Justin Trudeau is worried about extremism entering Canada through the electoral system.
If like Canada, France had a first-past-the-post electoral system, Marine Le Pen of the extreme-right National Front would be well placed to be the next president of France. She has led the polls for months.
Instead, because France has two rounds of voting, with the second round limited to the top two finishers in the first round, Le Pen has next to no chance of winning (regardless if she finishes first or second in the first round).
The National Front is the one party every other French party is prepared to unite against. Leaders of parties left, centre and right expect their supporters to bar the door to a National Front presidency by voting for whichever other candidate comes up against her in the second round of voting.
In France, the popularity of Le Pen (support for her candidacy for president registers just above 25 per cent of the voting public) fascinates and disgusts in about equal measure.
Many French analysts are intrigued by Donald Trump and want to compare and contrast her surprising appeal with his.
As with Trump whose supporters include outright racist Ku Klux Klan types along with anti-Mexican, anti-immigrant and Islamophobic Americans, about one-third of Le Pen supporters are straight racists, anti-Semites and Islamophobes.
These angry militants represent the core of the National Front, a fringe group founded in the early 1970s by her Holocaust-denying father Jean-Marie Le Pen, who Marine Le Pen eventually excluded from party business.
In postwar France, for much of the period until Socialist Party candidate François Mitterrand won a presidential victory in 1981, the Communist Party (PCF) was the leading party in the country.
To the consternation of the French left, many PCF voters now buy into the populist economics of Marine Le Pen and vote National Front.
The Trump victory relied on habitual non-voters in Democratic states such as Wisconsin, Michigan and Pennsylvania getting animated by his populist attacks on banks, pharmaceutical corporations, trade deals and the media.
Trump, a faux populist it turns out, has now buried the idea of reining in Big Pharma. Rather than break up the banks, he is de-regulating them, withdrawing the Dodd-Frank Wall Street Reform and Consumer Protection Act adopted after the financial crash of 2007-2008. He is still attacking the media and his trade agenda is unchanged.
In France, the European Union is even less popular with unhappy voters than it was in the U.K. prior to the Brexit vote. Le Pen makes the most of this with a detailed assault on the EU.
She wants France to leave the Eurozone, re-issue the franc as the national currency and revive an active role for the Bank of France.
Le Pen rightly sees the euro as an undervalued currency for Germany, and over-valued for France (and the European south), creating chaos in trade and investment flows.
Le Pen-style populism is fuelled by the failure of the Socialist government to act on behalf of the French unemployed: seven million today.
Unlike the global neoliberal right (and left), the National Front calls for a massive spending program designed to expand the public sector by issuing government debt, something Eurozone membership rules out.
Donald Trump has slipped easily into neoliberal clothes, aided no doubt by the Heritage Foundation people who got themselves into key roles during his all-important transition into office, and have been recommending like-minded recruits for the thousands of upper-level appointments to the Trump administration.
Justin Trudeau arrived in Washington on Monday with a plan to help Trump polish his image with women. The Trudeau-Trump meeting included a joint Canada-U.S. roundtable of female CEOs to discuss barriers to women in business, and promoting women enterpreneurs.
The Washington visit was labelled the populist-meets-the-feminist summit by the German magazine Der Spiegal, which has emerged as the leading European critique of Trump.
Austerity has made life more difficult for Canadian women. Cuts to social services for the sick, the elderly and children mean that additional care-giving tasks devolve to the home.
Canadian women with no access to public child care outside Quebec are still waiting for action from the feminist prime minister.
Increased access to parliament for women is a major goal of democratic reform; proportional representation (PR) a way to achieve it. Before his trip to Washington and then Europe, the faux feminist prime minister took reform of the first-past-the post voting system off the Canadian agenda.
His rejection of PR is a subject Trudeau stands to hear about in Europe. His fears of it promoting extremism are not going to convince longtime European practitioners that PR needs to be replaced with the Canadian voting system.
Duncan Cameron is former president of rabble.ca and writes a weekly column on politics and current affairs.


- **What is being asked**: Please copy each line of the listing below in which the word "Image" appears.
(Data provided)
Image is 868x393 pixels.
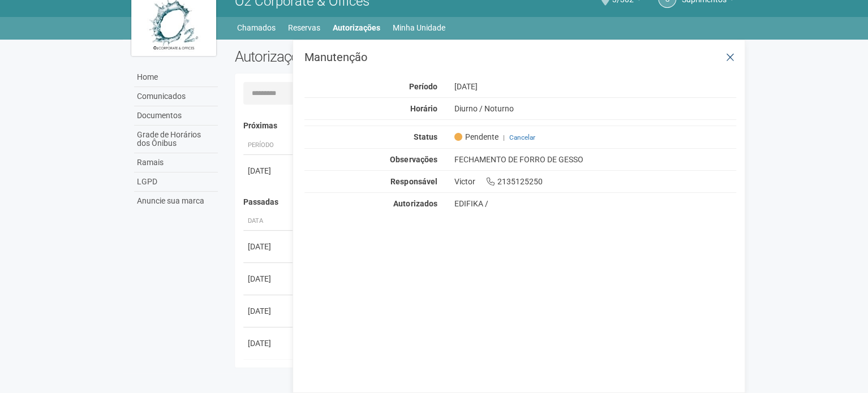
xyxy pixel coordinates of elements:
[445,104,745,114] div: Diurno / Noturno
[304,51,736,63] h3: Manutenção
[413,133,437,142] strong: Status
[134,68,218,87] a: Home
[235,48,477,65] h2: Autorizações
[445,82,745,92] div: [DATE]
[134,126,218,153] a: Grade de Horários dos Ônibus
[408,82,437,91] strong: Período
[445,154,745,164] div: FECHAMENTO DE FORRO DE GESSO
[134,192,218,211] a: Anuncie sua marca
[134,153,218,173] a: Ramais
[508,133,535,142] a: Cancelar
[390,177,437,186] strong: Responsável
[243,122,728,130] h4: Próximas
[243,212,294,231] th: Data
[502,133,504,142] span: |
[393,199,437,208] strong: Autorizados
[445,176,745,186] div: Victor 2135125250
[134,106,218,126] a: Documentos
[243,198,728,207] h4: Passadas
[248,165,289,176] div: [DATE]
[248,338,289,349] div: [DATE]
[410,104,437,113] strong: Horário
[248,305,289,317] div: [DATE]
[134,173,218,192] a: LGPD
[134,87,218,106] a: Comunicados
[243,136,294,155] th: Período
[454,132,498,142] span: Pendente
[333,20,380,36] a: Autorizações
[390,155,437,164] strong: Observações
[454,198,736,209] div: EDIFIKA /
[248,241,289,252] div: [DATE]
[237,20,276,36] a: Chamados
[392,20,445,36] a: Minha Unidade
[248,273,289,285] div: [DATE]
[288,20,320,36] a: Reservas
(End Data provided)
(Data provided)
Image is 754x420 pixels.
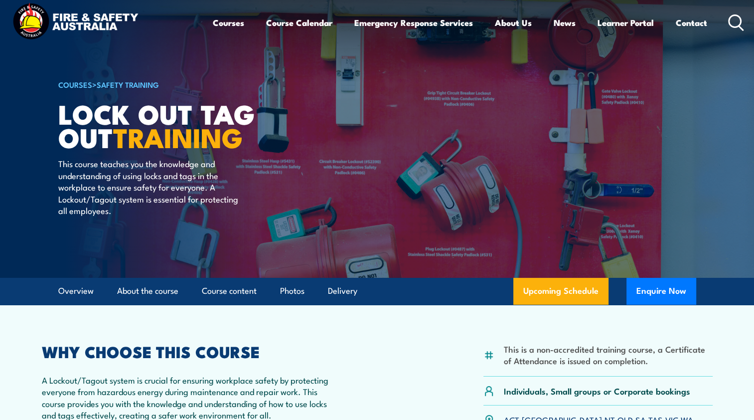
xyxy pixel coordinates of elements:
(End Data provided)
(Data provided)
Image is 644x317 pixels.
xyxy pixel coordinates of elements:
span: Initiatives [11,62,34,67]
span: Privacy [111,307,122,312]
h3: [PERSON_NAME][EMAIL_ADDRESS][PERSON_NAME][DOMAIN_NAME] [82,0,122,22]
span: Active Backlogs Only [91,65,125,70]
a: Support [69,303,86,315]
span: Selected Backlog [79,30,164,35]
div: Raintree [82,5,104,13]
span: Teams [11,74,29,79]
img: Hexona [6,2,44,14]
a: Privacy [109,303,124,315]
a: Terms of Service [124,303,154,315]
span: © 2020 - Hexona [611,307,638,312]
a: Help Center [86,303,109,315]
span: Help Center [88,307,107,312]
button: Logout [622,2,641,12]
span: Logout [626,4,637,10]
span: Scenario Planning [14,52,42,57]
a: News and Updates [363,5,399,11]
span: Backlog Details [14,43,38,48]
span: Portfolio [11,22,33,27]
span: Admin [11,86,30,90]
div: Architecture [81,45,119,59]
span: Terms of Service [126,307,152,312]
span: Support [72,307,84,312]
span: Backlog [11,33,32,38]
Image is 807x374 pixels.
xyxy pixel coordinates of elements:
(End Data provided)
- **Task output**:
Image is 868x393 pixels.
Image is 754x420 pixels.
Image is 644x317 pixels.
Image is 807x374 pixels.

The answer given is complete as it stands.